In Bluetooth, there is a concept of service profile for an application layer. An application on a peer 1 willing to talk to same application on peer 2 must be discoverable and connectable, the master initiating the connection.
The application is given a unique service/application identifier so that peers can discover each other. If you write a custom application yourself, you are expected to create a new UUID so that the corresponding SDP protocol can perform the necessary discovery.
Instead of connecting with brute force using the BT_ADDR, you would essentially initiate connection via graceful service discovery and then connection follows once the underlying UUID is identified. This, of course, assumes that you would have done the pairing process early, or that your lower layer stack will include pairing process as well.
Can someone explain a couple of very simple concepts to me - I'm interested in mobile devices running android and how they are identified over networks. Some scenarios:
Device is connected over WiFi - presumably the device has a standard IP address as with any host and can communicate with any other android host over TCP/IP (assuming it knows the participating device's IP?
Device is connected over bluetooth - how are devices identified in this case?

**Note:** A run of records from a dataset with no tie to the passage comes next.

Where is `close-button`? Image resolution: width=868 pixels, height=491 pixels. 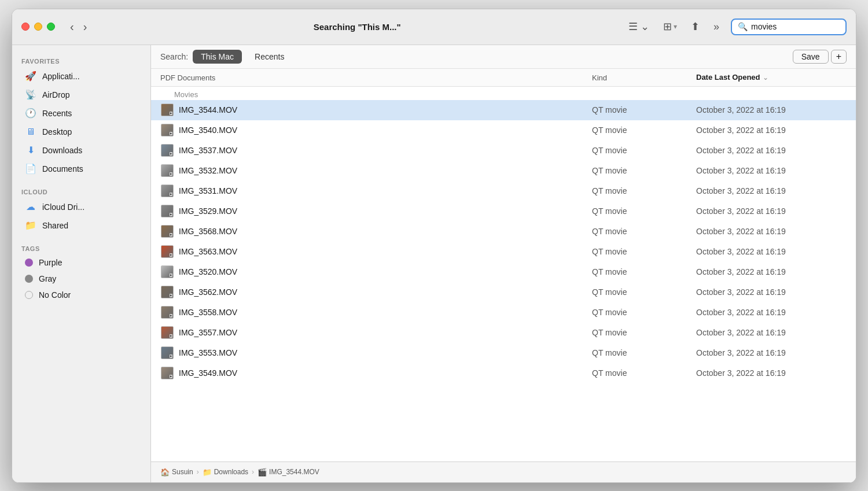
close-button is located at coordinates (25, 27).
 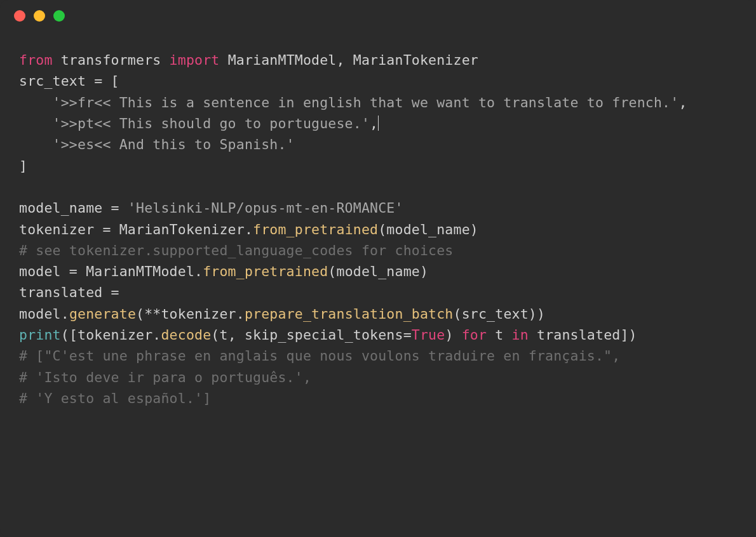 What do you see at coordinates (194, 60) in the screenshot?
I see `keyword-import: import` at bounding box center [194, 60].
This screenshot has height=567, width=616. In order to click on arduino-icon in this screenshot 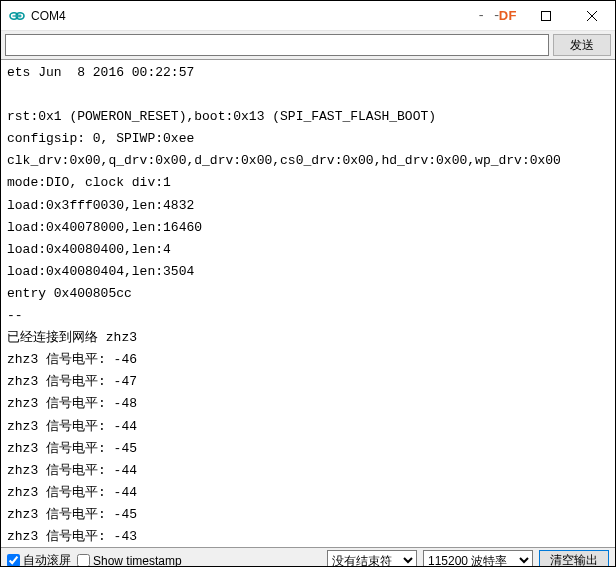, I will do `click(17, 16)`.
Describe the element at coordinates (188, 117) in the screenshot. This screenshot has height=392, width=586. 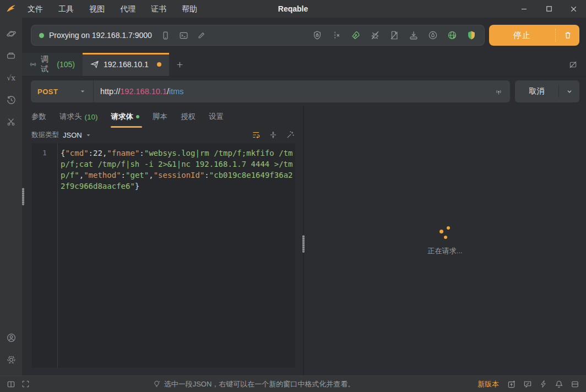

Device is connected over mobile operator's network - this is the one I'm interested in and confused by - is there anyway for two or more devices to discover each other and communicate via the mobile operator's network? How does a device communicate with a backend server in this scenario? In other words, how do apps and devices communicate when not connected to a WiFi network?
Thanks for any advice..
I'm only sure about the bluetooth thing, so i only answer this part:
The Bluetooth interface on your device has an MAC adresse. So while communicationg over Bluetooth you can assume that this MAC adresse is a unique identifier for a specific device. You can also reach other devices by establishing a connection over this MAC adress- However, to get this mac adress in the first place, you have to know it from somwhere, or you have to search for other bluetooth devices in the reachabla area before.
WiFi and 3g both attach the [mobile] device to the internet so it can make internet connections. 3G assigns a publicly addressable IP to the device, so one could, presumably open a server socket and listen for connections. The client would have to know the mobile IP, which may change quite frequently.
Bluetooth is more geared toward close-proximity. Devices in the vicinity can be connected to, after you have paired with them, which requires the cooperation of both devices which are to communicate.
If the goal is to produce an application which connects to nearby devices, I can think of the following ideas:
3g: all devices running the client register their position with a central database server. If the server detects that two clients are in close proximity, let them know so they can connect through the internet or through the server
WiFi: you could use the same idea as 3g, or use broadcast/multicast packets to broadcast your presence. Other apps can listen for those broadcasts and discover which other devices are near.
Bluetooth: A little trickier, as a device must be placed into discoverable mode in order for others to "see it". Discoverable mode is a temporary state and only lasts about 30 seconds (at a time).